The property ads pop up like they would on any other real estate website.
A three-bed, two-bathroom apartment with a turquoise pool for rent on Colombia’s Caribbean coast. A four-bedroom, four-bathroom wood-floored house near the jungle-cloaked Panama border. A sprawling Art Deco mansion in the heart of Colombia’s second biggest city, Medellín.
There is just one catch: the homes for sale were once owned by former right-wing paramilitaries and left-wing guerrillas of the Revolutionary Armed Forces of Colombia (Farc) who fought each other during Colombia’s decades of armed conflict.
In February, Colombia’s government launched an online real estate agency, Bienes FRV (Spanish for Real Estate FRV), in an attempt to sell over 1,600 homes, apartments, farms and lots of land which have either been seized by the government or handed over by armed groups that have demobilised over the past years.

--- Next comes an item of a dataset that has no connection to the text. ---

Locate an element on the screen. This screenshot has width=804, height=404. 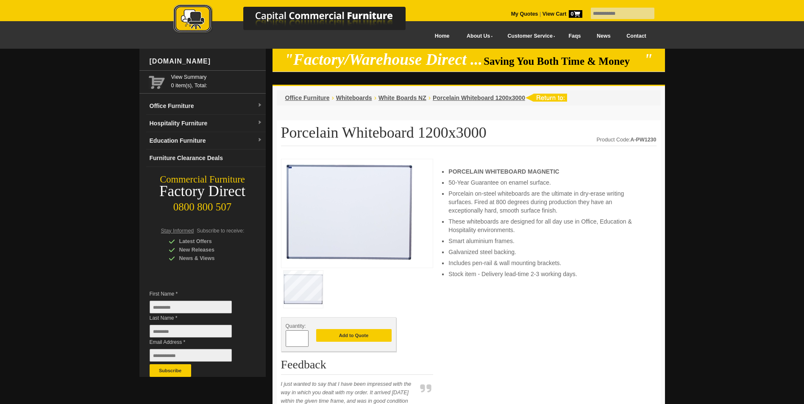
li: These whiteboards are designed for all day use in Office, Education & Hospitality environments. is located at coordinates (548, 226).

The money earned from the properties, estimated to be worth about $140.3m (£100m), will go towards paying reparations to more than seven million victims of the armed conflict.
But while cash and gold handed over as part of the peace process are easy to convert into funds for the victims, some of the houses and apartments have been “impossible” to sell or rent, explains Miguel Avendaño, who heads the reparation fund for Colombia’s Victims’ Unit.
“The fund needed something like a real estate service,” Mr Avendaño said. “We can’t just lag behind because there were so few sales and rentals. [Having this service] means more resources for victims.”
Since it started putting properties on the market in 2018, the Victims’ Unit has only managed to sell 12 properties formerly owned by combatants.
Mr Avendaño explains that the estate agency is an attempt to add transparency to sales while shifting the narrative of the properties away from their bloody past and toward reparations as the country struggles to heal.
Many of the properties are located in rural areas where the conflict still rages five years after Farc guerrillas signed the peace deal with the government.
Others may be in more secure areas but continue to be overshadowed by their violent history, such as Montecasino Mansion, in Medellín.
The marble-lined mansion sits in the heart of the dense, mountainous city, and is up for rent for $4,700 (£3,385) a month. It boasts 12 rooms, 13 bathrooms, a spiral staircase, a lounge bar, a wine cellar, multiple pools and fountains, sprawling gardens and a gold-painted bathtub shaped like a conch shell.
The mansion’s previous owners were founders of the now-demobilised right-wing paramilitary group United Self-Defense Forces of Colombia. The land it was built on was once the site of bloodshed and tragedy.
It was a meeting point where paramilitary bosses planned some of the worst atrocities of Colombia’s long conflict, including bombings and massacres, where people were tortured and where some of the country’s most feared hitmen were trained.
“It’s a mansion that’s unlike any other, on three hectares in the best neighbourhood in Medellín, yet it was impossible to sell,” Mr Avendaño says of its dark past.
It took civil engineer Sergio Ortiz to see beyond its bloody history and to embrace the property’s potential.
The 52-year-old, who says that his own family is a victim of the armed conflict, hopes to rent the property and transform the grounds into an exercise space and park open to the public.
If their bid for the property is accepted, Mr Ortiz’s family want to turn the mansion into a physical therapy centre and an adjacent building into a music centre.
He says their plan is to employ fellow victims of the conflict and “move forward” from the past.
“What we want to offer citizens is a space for sports and recreation,” Mr Ortiz says as he walks through the overgrown gardens and luxurious – though deteriorating – hallways of the mansion.
“This is our way of helping our country, by generating a space of peace and calm.”
But while properties in bigger cities may be relatively safe, buying land in areas where dissident armed groups continue to operate and there is little state presence can be risky and even equal with having a “death wish” says Elizabeth Dickinson, a senior analyst with Crisis Group in Colombia.
“Everyone knows who they used to belong to and, of course, there are some sentiments in those areas of who they still really belong to,” Ms Dickinson explains.
There have been instances where renters have been forced out of their new homes and others where potential buyers have been threatened and backed out.
But Mr Avendaño hopes that as time passes and more properties which once belonged to guerrilla or paramilitary fighters are turned into normal homes, this becomes less of an issue.
In the two months since the estate agency was launched, it has already sold 10 properties.
Mr Ortiz, too, feels hopeful as he looks out across the grounds from Montecasino Mansion.
“This is where we picture the garden,” he says, pointing to a strip of trees and dense underbrush. “We want flowers, flowers and more flowers because they signify life.”